What do you get when you combine critique from a left-wing storefront and an off-base conclusion with a dose of overbearing hyperbole? A three-minute segment on MSNBC’s “Countdown with Keith Olbermann.”
The Oct. 29 “Countdown” took a shot at conservative talk show host Rush Limbaugh, claiming he was “defending racism and he’s pro-slavery” in a segment on his popular radio show.
Olbermann named Limbaugh the runner-up in his “Worst Person in the World” segment for the day because of Limbaugh’s commentary about remarks Democratic presidential candidate Sen. Barack Obama made in a 2001 Chicago public radio interview. In the interview, aired while Obama was a state senator, Obama lamented that the Supreme Court wasn’t more proactive in redistribution of wealth as part of the civil rights movement.
“The runner up, comedian Rush Limbaugh,” Olbermann said. “How the chair has not collapsed out from under him with the weight of the water he’s trying to carry I do not know. ‘Obama,’ says the bully of the airwaves, ‘studied the Constitution and he flatly rejected it. He don’t like the Constitution. He thinks it’s flawed. Now I understand why he was so reluctant to wear the American flag lapel pin. I don’t see how he can take the oath of office. He has rejected the Constitution.’”
Olbermann cited transcripts of Limbaugh’s Oct. 27 broadcast provided by a left-wing advocacy group. But Limbaugh said nothing defending racism or promoting slavery, as Olbermann said.
Olbermann said it was “relatively obvious that Obama was talking about the fact that the Constitution only didn’t allow African-Americans to vote but it counted them each as three-fifths of a person and it did not make slavery illegal.” He didn’t mention that the 13th Amendment of the Constitution abolished slavery.
“So Rush just took the part about slavery out and said Obama had rejected the entire Constitution. When you put the part about slavery back in it’s pretty obvious that in criticizing Obama’s analysis of what the Constitution originally did to black people here, Rush Limbaugh is defending racism and he’s pro-slavery,” Olbermann concluded.
Olbermann contended that Limbaugh chastised Obama for attacking the pre-13th Amendment Constitution, not the modern-day Constitution and that made Limbaugh “pro-slavery” and “racist.”
But, if Olbermann hadn’t relied solely on one source to attack Limbaugh, he might have realized how off base his claim was. On Limbaugh’s Oct. 28 show, Limbaugh explained why Obama is “anti-constitution,” taken straight from his September 2001 Chicago Public Radio interview.
“He’s very frustrated that the Constitution doesn’t give anybody in federal government, state government the right to do things to people,” Limbaugh said. “And he wants that to change. ‘Doesn’t say what the federal government or state government must do on your behalf,’ although it does. It lays out a number of things the government must do on our behalf. Among those is protecting the right to life, liberty, and the pursuit of happiness – and of course it spells these things out. He doesn’t see it that way. He then tells a caller here that he’s not optimistic that the court can do this redistributive thing.”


| TASK STATEMENT |
Print the whole listing exactly as it appears, but skip the pictures.
***** EXERCISE INPUTS *****
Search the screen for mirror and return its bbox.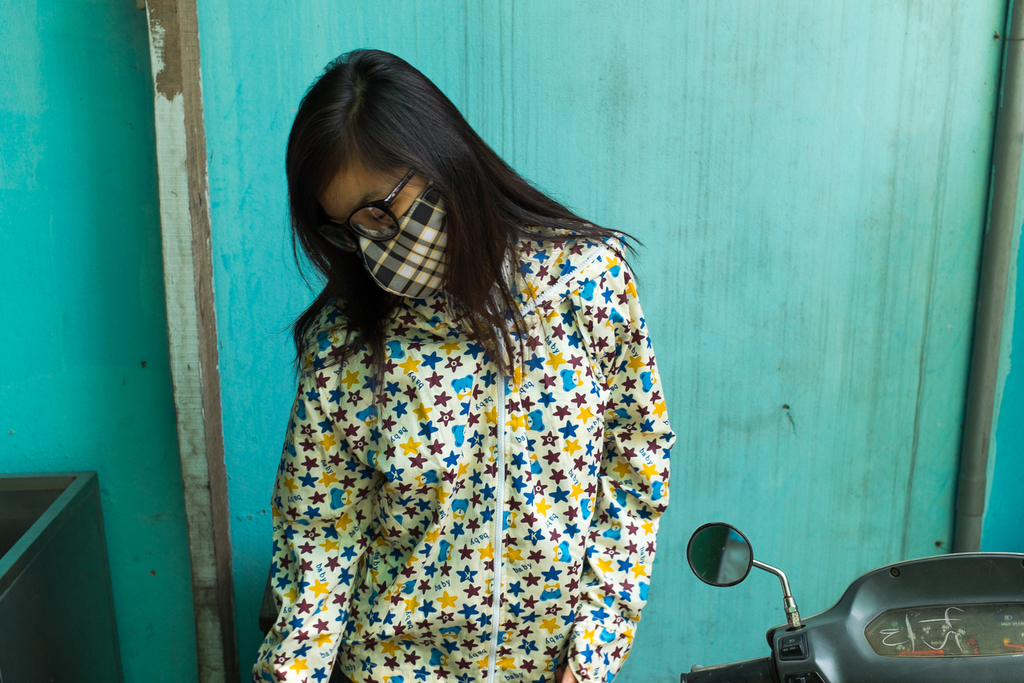
Found: BBox(689, 524, 749, 582).
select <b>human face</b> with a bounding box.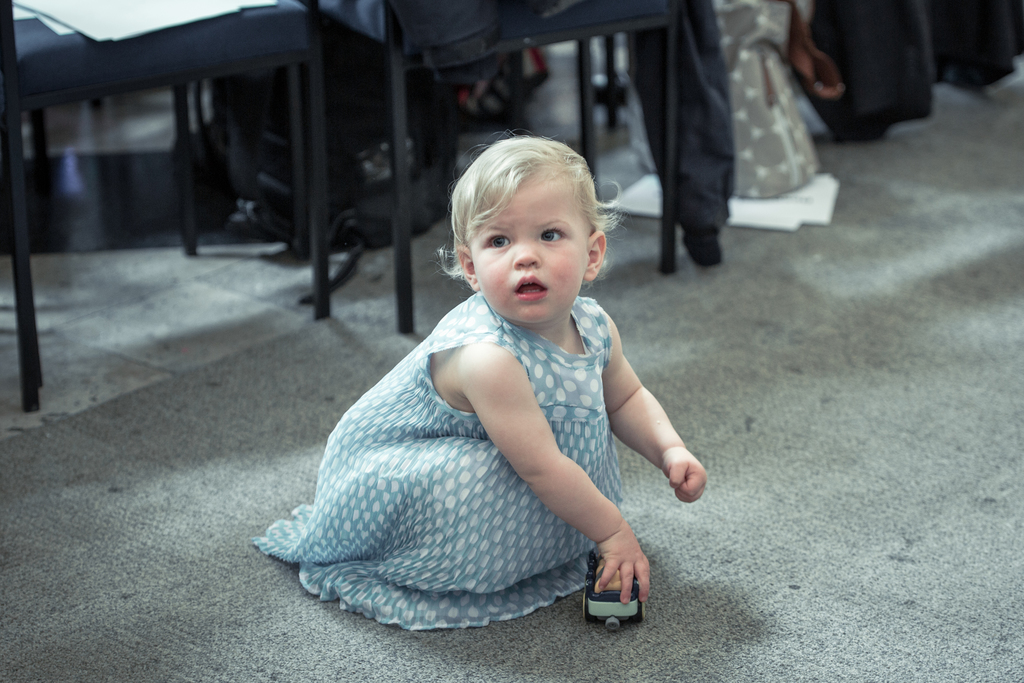
locate(470, 169, 588, 324).
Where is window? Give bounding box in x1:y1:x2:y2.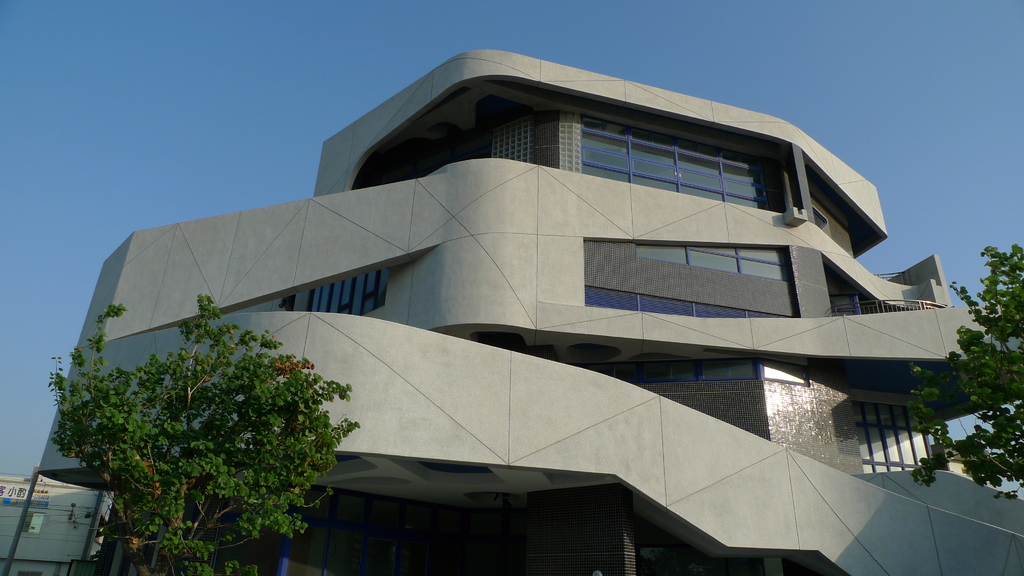
20:511:44:532.
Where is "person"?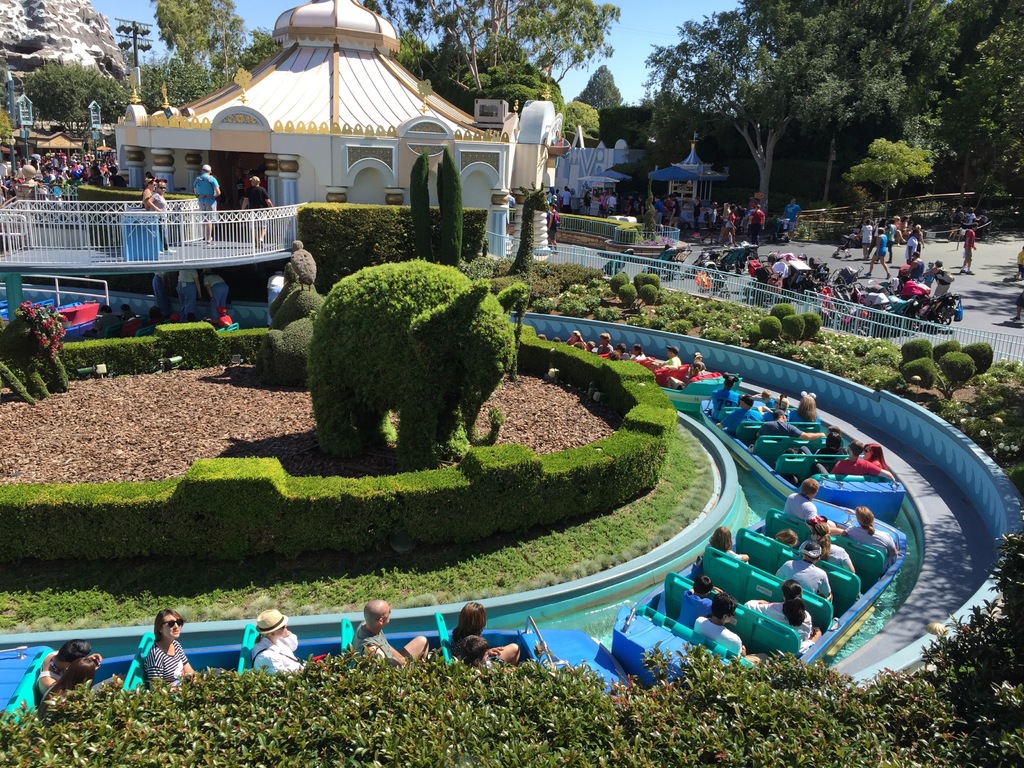
detection(809, 524, 852, 570).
*****
| THE ANSWER |
Search the screen for mirror and return its bbox.
Found: BBox(689, 524, 749, 582).
select <b>human face</b> with a bounding box.
locate(470, 169, 588, 324).
Where is window? Give bounding box in x1:y1:x2:y2.
20:511:44:532.
Where is "person"?
detection(809, 524, 852, 570).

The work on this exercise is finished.